Late twentieth century newcomers like Survivors, Greed, and the no-holds barred Temptation Island are forms of game shows conceived in the “reality” genre which the Jerry Springer and Geraldo era had earlier introduced. A not-so-subtle reminder of the Roman Circus spectacle in which the loser was thrown to the lions, they can hardly be considered “family entertainment” and, though compelling to follow, these shows have many detractors.

The latest addition to the game show scene (2001), originating in Britain, as did Who Wants to be a Millionaire?, is The Weakest Link, hosted by a stern, red-headed combination of school mistress and dominatrix, Anne Robinson, now a celebrity in her own right. Her rapid-fire questions and no smiling, sarcastic delivery reduce her contestants to jelly. They must vote each other out of the game, reminiscent of Survivor’s format, and no mercy exists for the losers--"You are the weakest link--goodbye." Thus far, the show has been copied into eight countries, all reported to be using redheaded females as their hostesses.

Competitive shows that abuse, insult, and embarrass their contestants to the chagrin or amusement of their viewers are not new. The Weakest Link follows in a time-honored tradition of shows like You Bet Your Life (radio 1947, TV 1950-1961), a quiz show hosted by funny man Groucho Marx and peppered with his barbed insults and derogatory humor, and The Gong Show (1976-80) conceived by producer Chuck Berris, in which amateur performers displayed their talent, or lack of it, and were eliminated with the clash of an enormous gong, often sounded before they had barely started their acts.

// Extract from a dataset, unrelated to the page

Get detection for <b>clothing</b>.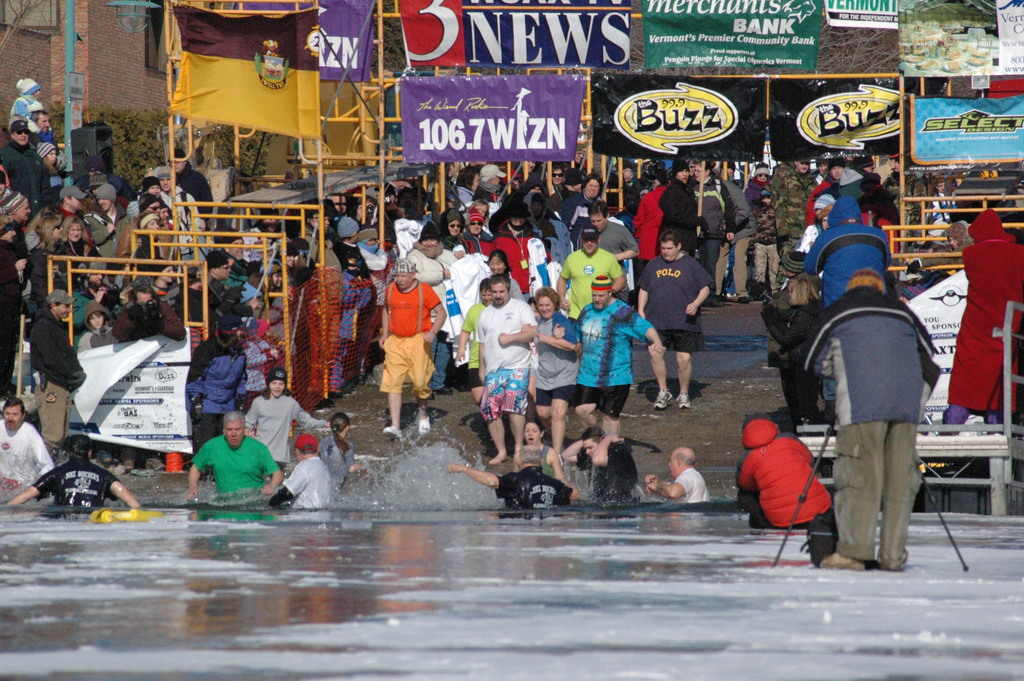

At the bright end of the spectrum are the longest running game show, Jeopardy, and Who Wants to be a Millionaire?, premiered in 1998. In each, contestants are treated with respect; their intelligence and accumulated knowledge are their strengths. Only consider the demeanor of hosts Alex Trebek and Regis Philbin, respectively, for setting a dignified tone. Make no mistake, these shows are serious; and the contenders are serious, whether they are college students seeking to finance their education or homeowners eager to pay off their mortgages.

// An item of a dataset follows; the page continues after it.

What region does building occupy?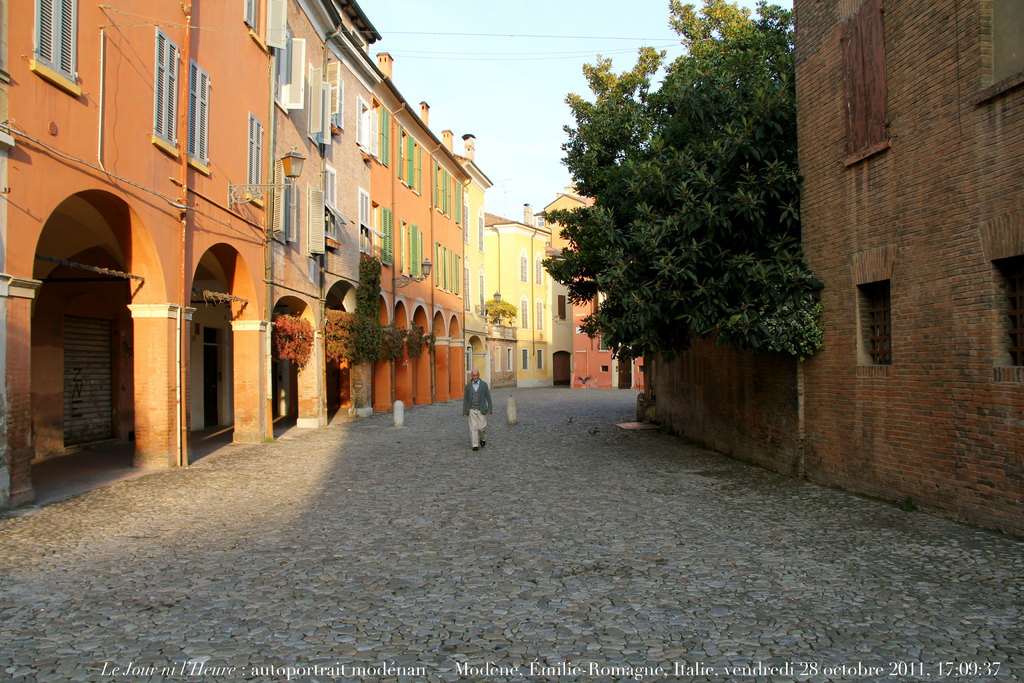
489:209:548:385.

When integrity becomes an issue, a show tends to loses its appeal. Unlike innovator Chuck Berris’s Blind Date of Eighties vintage, which projected and maintained an innocent appeal, Who Wants to Marry a Multi-Millionaire? (2000), an example of “reality TV” conceived by producer Mark Darnell, embarked on dangerous ground with its promise of a fairy tale marriage When the fairy tale clashed with “real life” and scandals surrounding the unhappy couple ensued, the show’s concept was widely criticized.

In conclusion, game shows will continue to be as much a staple of network television as the daily soaps. If they have an advantage over the soaps, it is that they appeal to a much wider demographic and have the flexibility to change formats with the times.